(Items listed in a dataset)
Start of Block
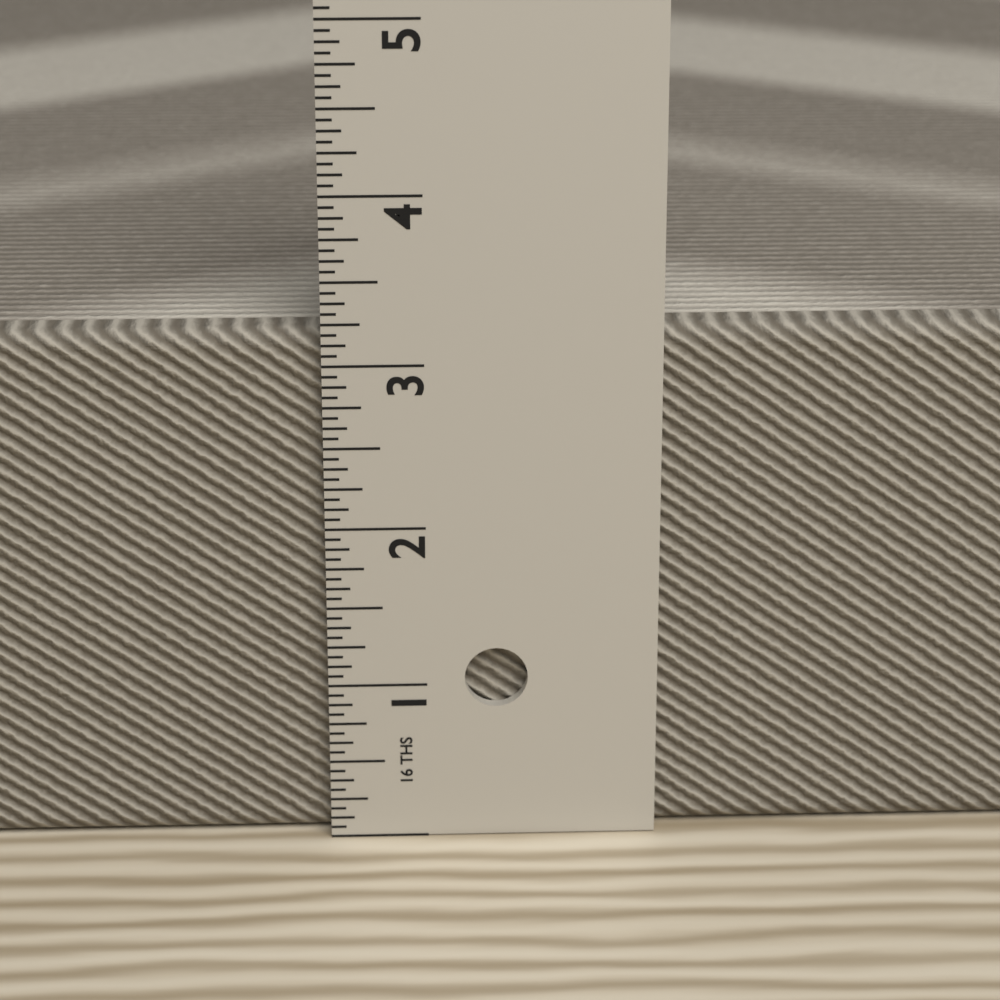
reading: 3.1875 in
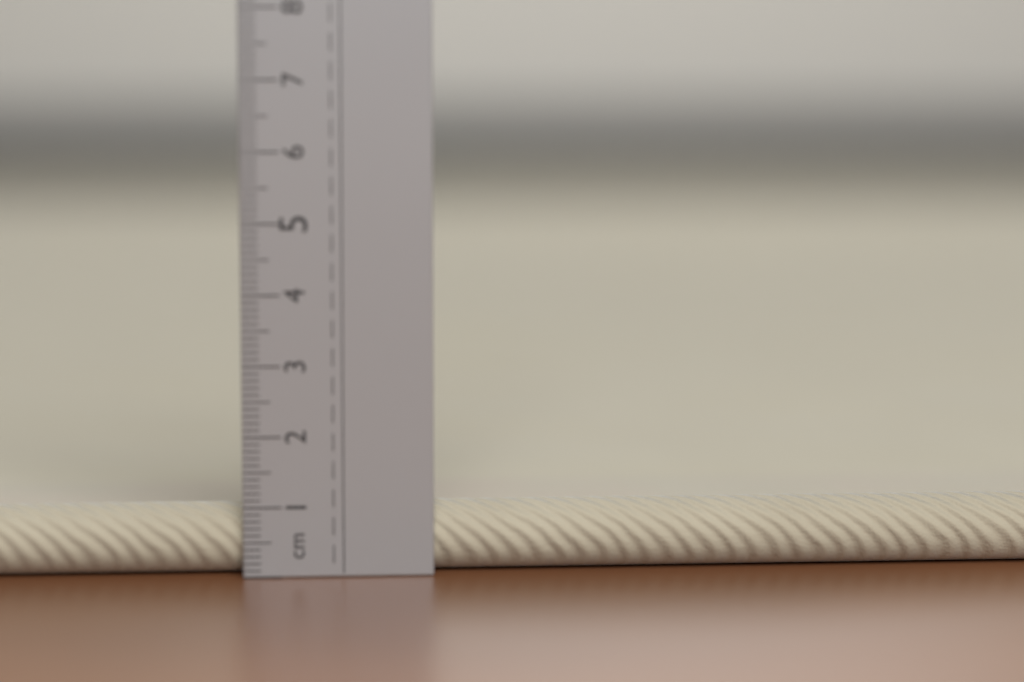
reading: 1.0 cm
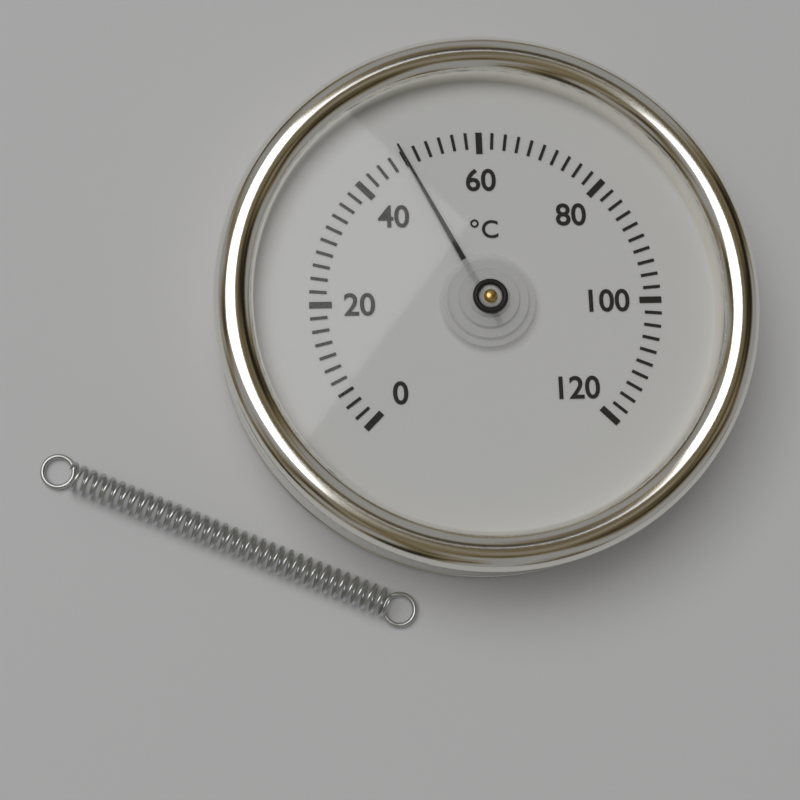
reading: 48 °C
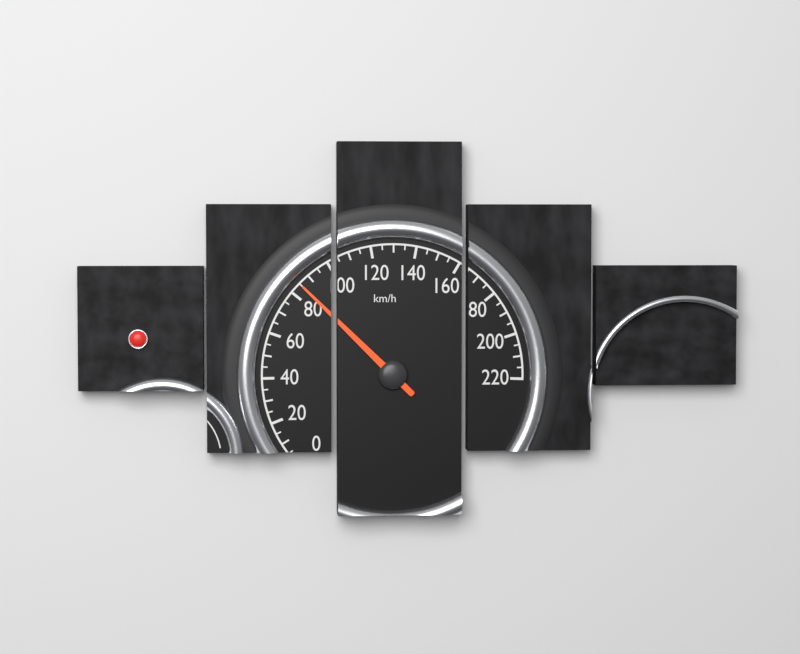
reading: 85 km/h
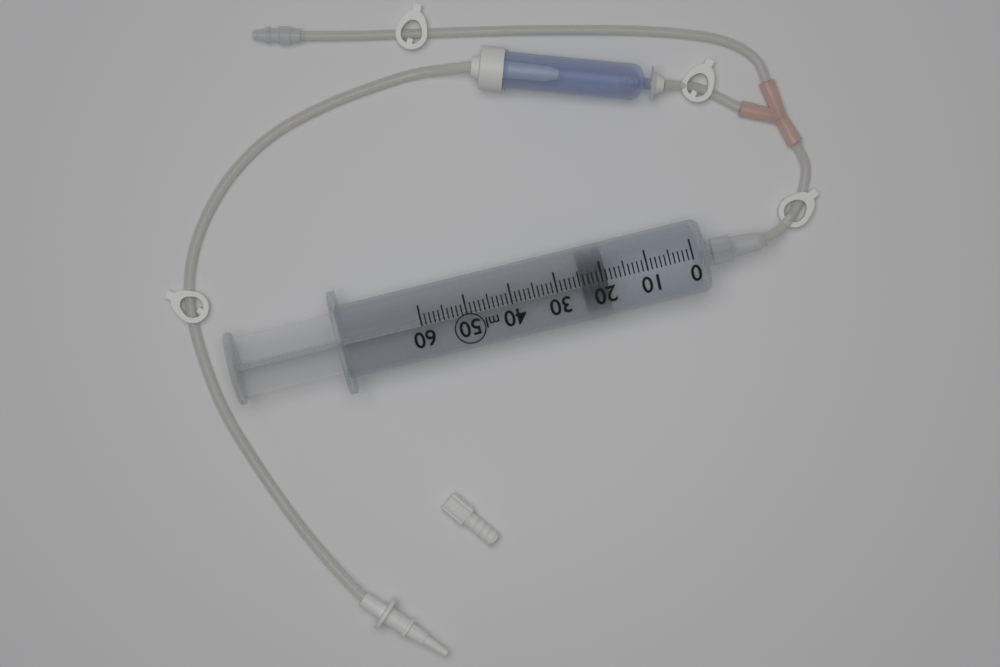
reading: 19 ml
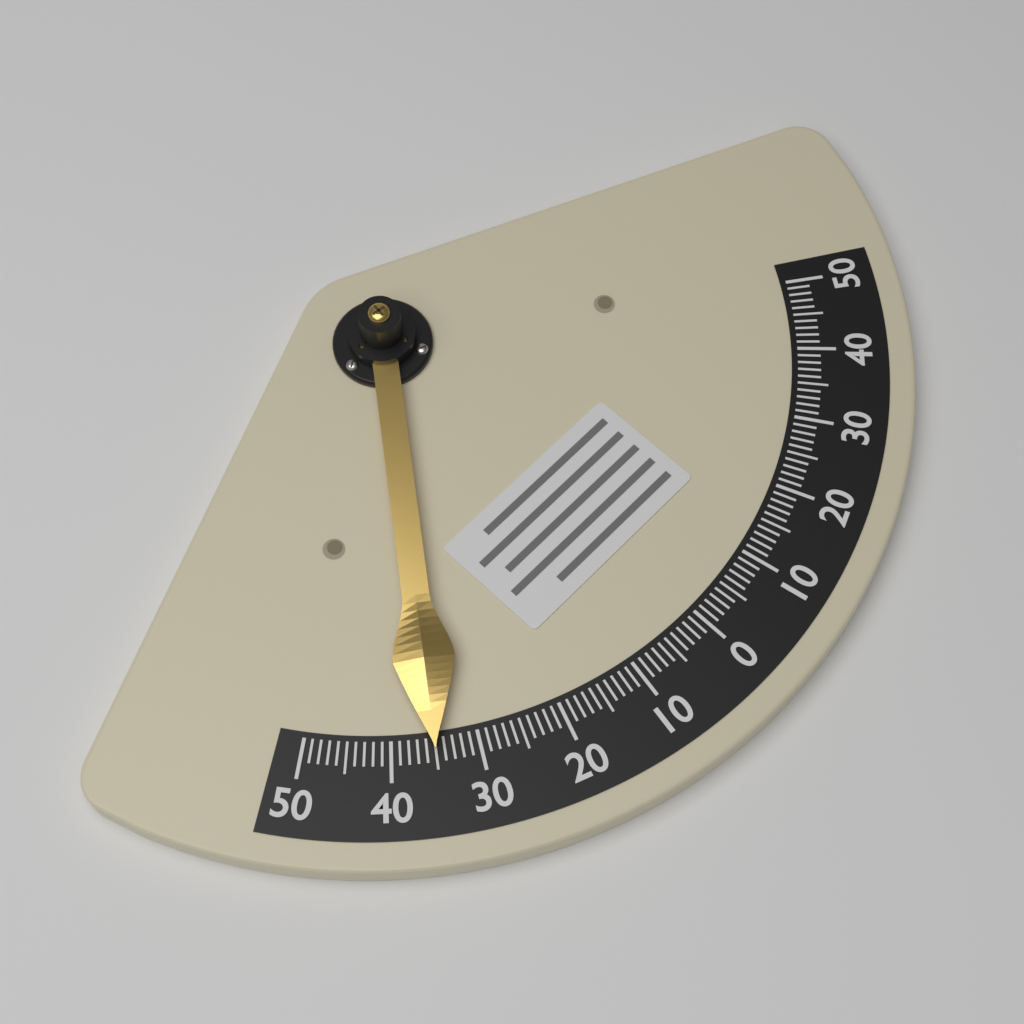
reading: -35 (no unit)
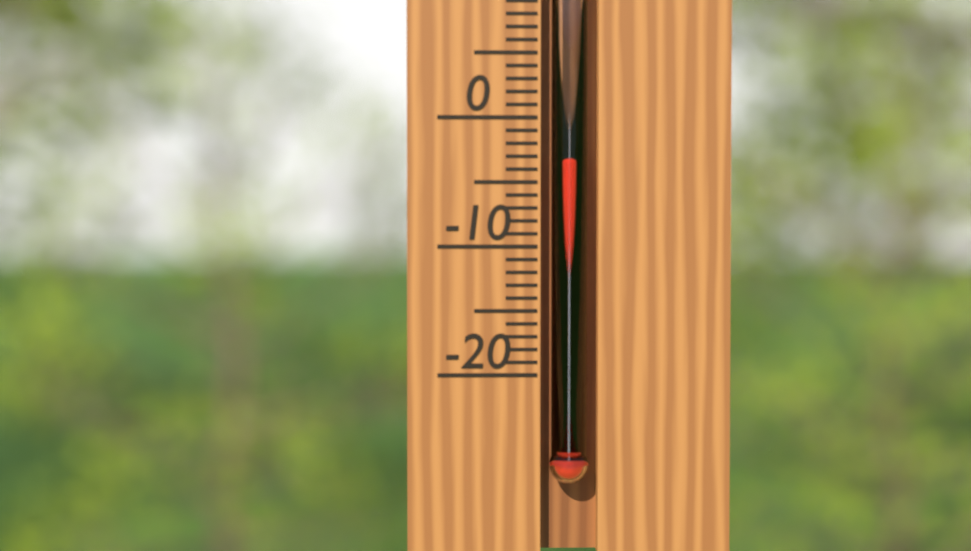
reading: -3 °C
End of Block
*Directions*. Since the pictures are not wanted, copy only the text of the records above, exactly.

*Answer to the exercise*.
reading: 3.1875 in
reading: 1.0 cm
reading: 48 °C
reading: 85 km/h
reading: 19 ml
reading: -35 (no unit)
reading: -3 °C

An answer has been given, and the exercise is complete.